Nick looked at him, curious, but his father misinterpreted his interest.
“He was writing a book on Jan Masaryk,” he explained. “His death. It’s still a controversy here, how he died.”
“Yes, Masaryk,” Frantisek said. “You know about Masaryk in America?”
“Yes,” Nick said, to be polite, but in fact who did anymore? A forgotten name. Twenty years ago, a famous leap from the Czernin Palace that was the end of the republic. A national hero’s funeral. Pictures in Life. In the West, a murder no one could prove and everyone forgot. But here, evidently, still an open wound, a reminder of the world before, like Anna’s china.
“He couldn’t hide the book,” Frantisek said. “Everyone knew what he was doing. Last year, when they opened the case, even the police wanted to help him. Everyone wanted the truth about Masaryk. Last year. Now they won’t even let you go to Lany. No flowers.”

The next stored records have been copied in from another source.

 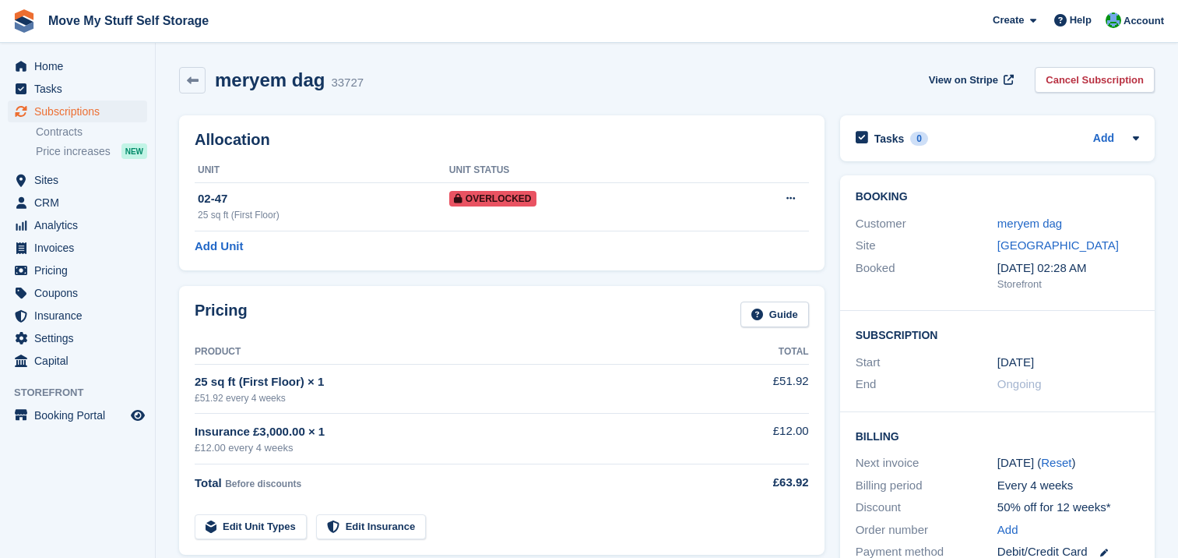 What do you see at coordinates (81, 315) in the screenshot?
I see `span: Insurance` at bounding box center [81, 315].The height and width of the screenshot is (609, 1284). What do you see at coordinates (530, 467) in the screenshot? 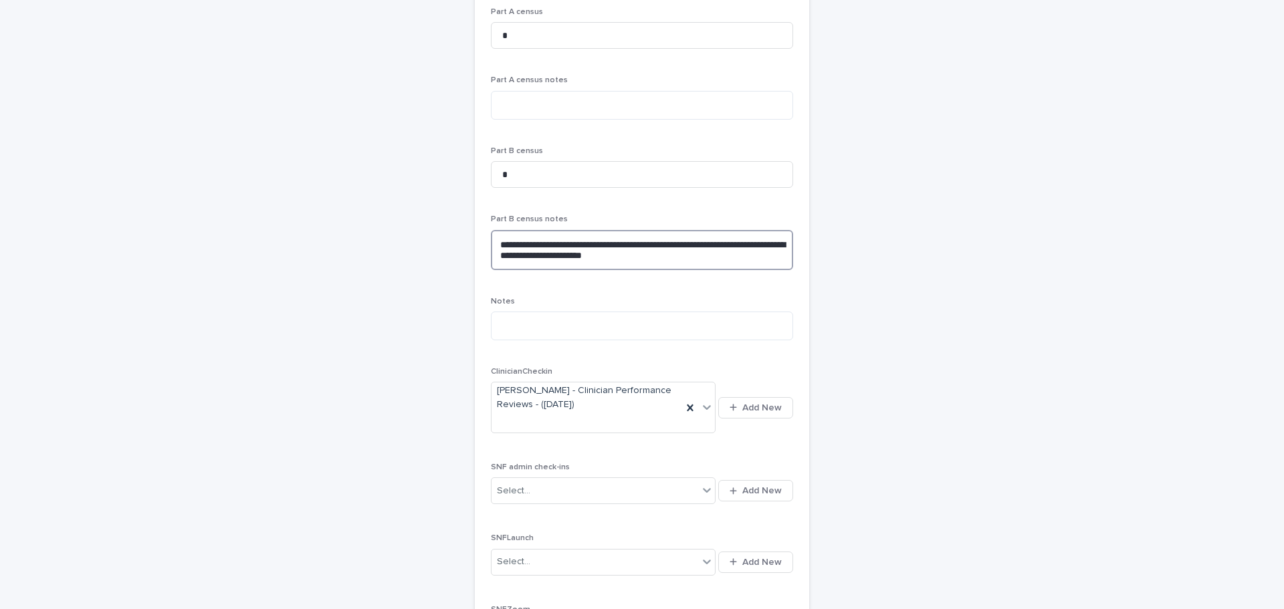
I see `span: SNF admin check-ins` at bounding box center [530, 467]. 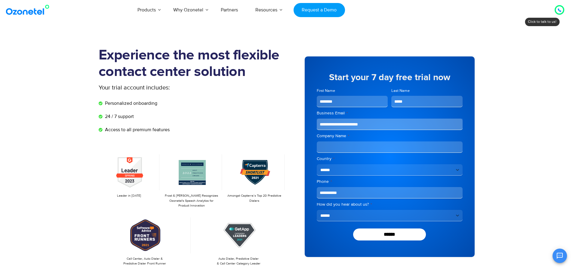 I want to click on label: Last Name, so click(x=426, y=91).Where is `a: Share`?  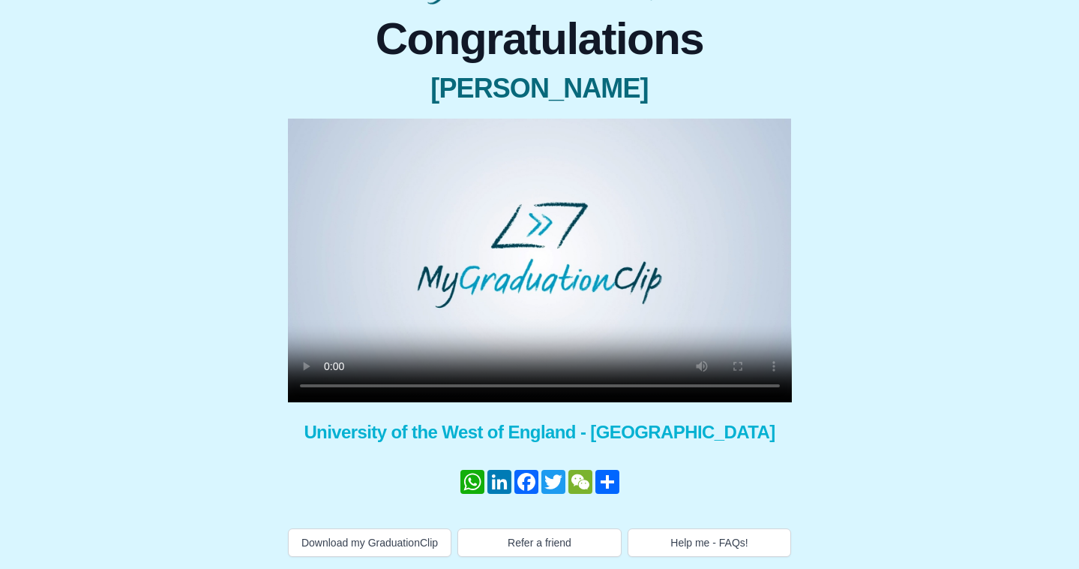
a: Share is located at coordinates (608, 482).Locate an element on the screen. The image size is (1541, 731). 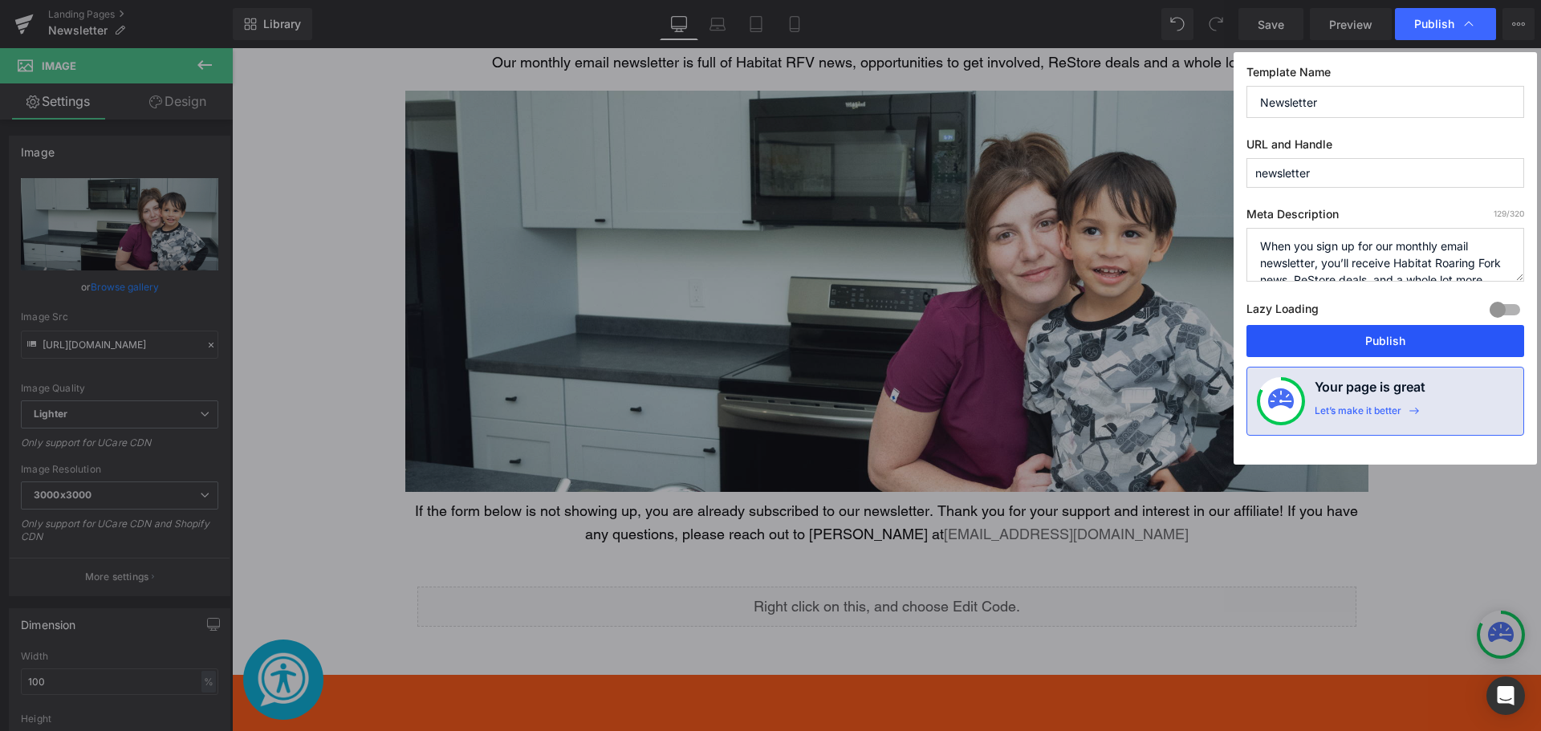
label: Template Name is located at coordinates (1386, 75).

“His grave,” his father said to Nick. “The family grave. Not far from Lidice. We’re a country of symbols here. It’s a way to talk to each other. Last year people started taking flowers there. A shrine. Now that would be an embarrassment to the government, too Czech, so they put an end to it.”
“People remember,” Frantisek said vaguely, his words a little slurred.

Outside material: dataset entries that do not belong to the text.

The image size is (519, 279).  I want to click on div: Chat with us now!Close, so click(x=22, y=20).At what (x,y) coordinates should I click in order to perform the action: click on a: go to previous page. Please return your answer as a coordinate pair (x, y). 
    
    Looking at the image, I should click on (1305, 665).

“What did he mean, when they opened the case? Who’s they?”
“The Government-the old Government, Dubcek. One of the first things he did was order an investigation into Masaryk’s death. It’s time to know the truth, he said. Of course, the Russians weren’t pleased. They knew what it meant. Another symbol, you see.”
“It’s twenty years ago.”
His father looked at him. “Yes. But a crime like that-to know the truth can be a political act.”
Nick looked back, reading the code. “Here,” he said.
“Like Masaryk,” Frantisek said again, lost now in drink.
“Is that how he did it?” Molly stood behind him, a dishtowel in her hand. “Like Masaryk? Out the window?”
“No, pills,” his father said, then to Frantisek, “he felt no pain. You just go to sleep. It’s the best way.”
Frantisek nodded. “The best way.”
“Such talk,” Anna said.
Nick looked at his father. Had he ever thought about it? Those years now were a story, a walk around the boat deck, but what had they really been like? Bad enough to wonder? A glass of water before bedtime. You just go to sleep.
“Masaryk said the window was the housemaid’s way out,” his father said. “A servant’s death.”
“Hah. That’s good, the housemaid’s,” Frantisek said. “Those fools. Did they think we would believe it? That he’d go like that?” He took another drink. “He thought he could work with them. Like Milos?”
“Our clothes must be dry,” Molly said, excusing herself.
The two men kept staring at their glasses. Nick listened to the sound of Molly on the stairs, Anna rattling the dishes in the sink. “Ach,” Frantisek said finally, out of words, tired of it all. He poured again from the bottle, clearly determined to pass out. Now Nick could hear the clock. Neither of them seemed to notice when he got up and left the room.
Upstairs, a low room under the pitched roof, Molly was brushing her hair, already changed. Finally alone.
“We should go,” she said casually, nodding toward his clothes. “He’s here for the night.”
“Look at me. What’s going on?”
“Nothing.” A sharp tug of the brush. “Everything’s lovely. A perfect weekend.”
“Stop it,” he said angrily, then lowered his voice. “Why are you hounding him? What police report?”
She glanced at him, then picked up her bag. “Not now. Let’s just go,” she said softly. “I’ll help Anna finish up.”
Nick sat on the bed for a minute, frustrated, looking around the room. A heavy crocheted bedspread, like a giant doily. A few books. He picked up the picture frame on the night table. His father and Anna, younger, smiling shyly. He still had all his hair. They were dressed for snow, bundled up, standing in an empty city square. Moscow? He wondered what the occasion was, who had taken the picture, then put it back. Their life-still a blank to him.
When he went back down, Frantisek was laid out on the couch, not yet really sleeping but no longer there. His father was covering him with a blanket. “You’re leaving?” he said, seeing the changed clothes. “So soon.”
“We have to get back.”
“No, no, he’ll sleep now. One more drink.”
He moved unsteadily, a little tipsy. Nick glanced toward the kitchen, where the women were working, then shrugged and joined him at the table.
“No more,” Anna said from the sink.
His father winked and poured out a glass. When had the drinking started?
“ Na zdravi,” he said, raising the glass slightly, and Nick drank, trying not to cough as the rough liquid hit his throat. His father said nothing, just looked at him, his eyes gentle, a little clouded. Then he reached over and patted Nick’s hand, his touch as hot as the drink. “I knew you would come,” he said, his voice low.